Sport: Track & Field
Born: November 25, 1902
Died: March 20, 1998
Town: Newark, New Jersey
Camille Sabie was born November 25, 1902 in Newark. At a time when women’s athletics were barely supported in America, Camille’s parents, Angela and James, encouraged her to become a schoolgirl track and basketball star at East Side High. She had fantastic leaping and acceleration ability combined with blinding speed. At the age of 17, Camille enrolled at Newark Normal School—now Kean University—and was a star in intramural competition. She showed particular talent as a hurdler, clocking unofficial times that ranked among the best in the world.
In 1920, the Summer Olympics did not include women’s track and field events, which were considered dangerous to the female body. There had been hope that the IOC would change its long-standing rule so, instead, various track organizations came together to form the International Women’s Sports Meet. The first meet was scheduled for Paris in 1922. Tryouts were held on May 13, 1922 at Oaksmere School in Mamaroneck. Historians consider this to be the first “national” women’s track meet.
More than 100 athletes showed up for the competition, including Camille. The first event was the long jump. The winner was Elizabeth Stine, a teenager from Leonia. She was part of a high-school squad—coached by Suzanne Becker—that also won the 440 relay and baseball throw. Camille, who had just graduated from Newark Normal, ran away with the 100-yard hurdles, finishing in a record time of 15.2 seconds. She finished second in the 50-yard dash to Maybelle Gilliland, another one of the Leonia girls. Ten days after the tryouts, Camille won the 100-yard hurdles in a meet at Newark’s City Field and set a world record with a time of 15 seconds flat
And so it was that Camille, at the age of 19, became part of the first American women’s track team to compete internationally, in Paris. One of her trainers at the Normal School, Joe D’Angola, traveled with the team as an assistant. And while all the qualifying was accomplished in bloomers, the team heading for France was supplied with spiffy shorts and shirts design by Spalding—the first track-specific uniforms ever worn by a US women’s team.
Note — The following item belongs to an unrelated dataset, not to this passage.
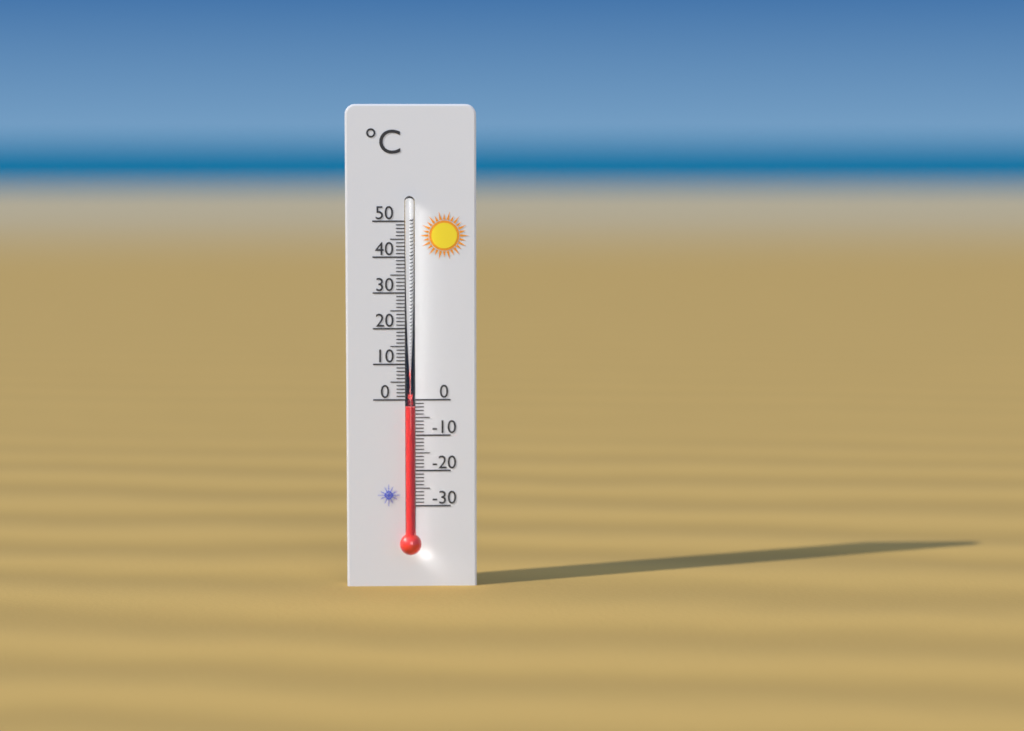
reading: -2 °C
Camille’s main competition in the hurdles was fellow American Floreida Batson. Batson, a New Orleans-born Smith College undergrad who had been appointed captain of the US team, broke the world record in one of the qualifying heats with a time of 14.8 seconds. The record didn’t last too long, as Camille won the final with a new record time of 14.4 seconds. Next, she was a surprise winner in the standing broad jump, with a distance of 8’ 1 7/8”—and also finished third in the long jump. Camille ran the anchor leg for the second-place 440 relay team.
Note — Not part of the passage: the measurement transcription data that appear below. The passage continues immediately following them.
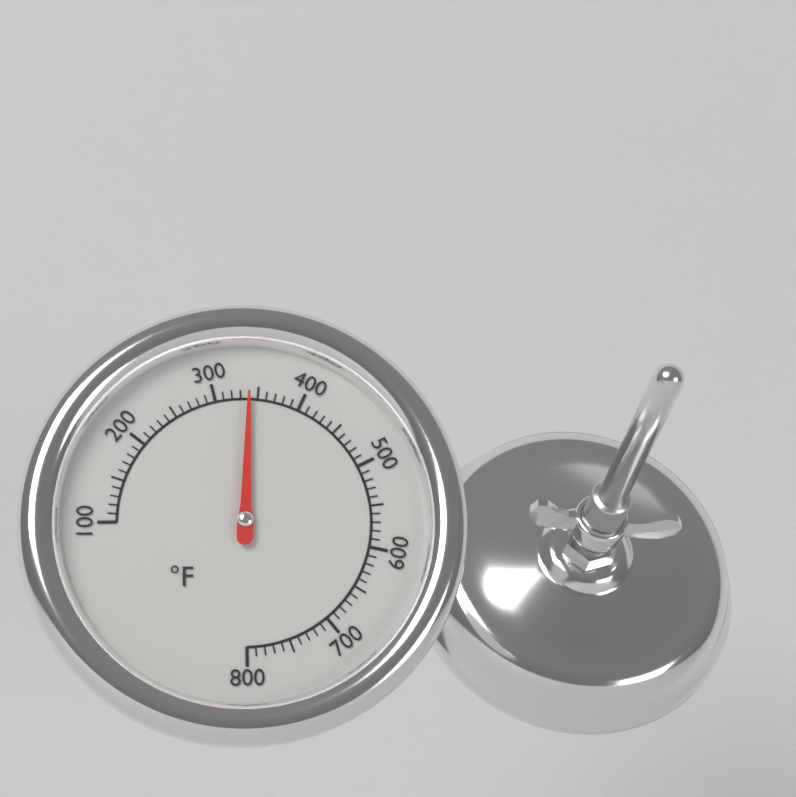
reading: 340 °F
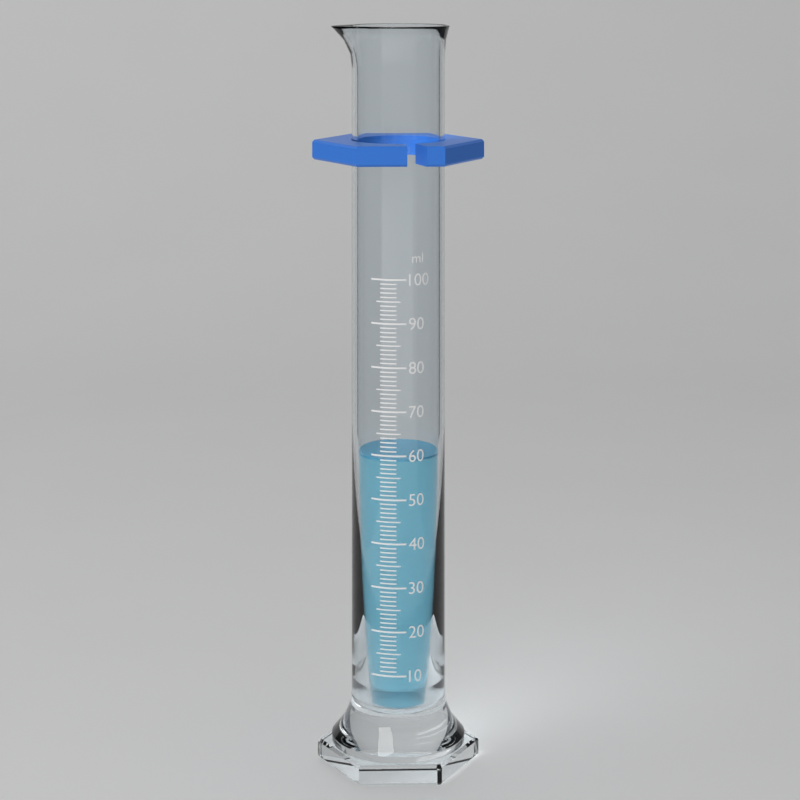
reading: 59 ml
Camille received a hero’s welcome when she returned home. More than 1,000 people cheered her at Newark Normal School and she was quickly named Director of Physical Education at the age of 19 at Newark’s John Caitlin Elementary School.
Camille continued to compete in regional meets—and draw enormous crowds. That September, at an AAU competition in New York, she equaled her own world-record time in winning the 60-yard hurdles. More than 3,000 people cheered her on. She also won the 50-yard dash and standing broad jump. A week later, at a meet in Weequahic Park sponsored by the Star Eagle, an estimated 25,000 people showed up to watch Camille shatter the world marks in the broad jump and 60-yard hurdles. She also equaled the American record in winning the 100-yard dash, at 12.0 seconds.
For a brief moment, Camille joined the pantheon of American heroes in what would become known as the Golden Age of Sports. She and her family were featured in lavish newspaper spreads published from coast to coast, and Hollywood expressed interest in her story. It was fun while it lasted, but Camille had a teaching career to get to and she retired from competition prior to her 20th birthday.
Camille earned a B.S. from Columbia University and became a beloved Phys. Ed. teacher at her alma mater, East Side High. She married George Malbrock, also a teacher, and they lived for many years in Newark before moving to Millburn.
In 1981, Camille was enshrined with the inaugural class of the Kean University Hall of Fame. She passed away in 1998 at the age of 95.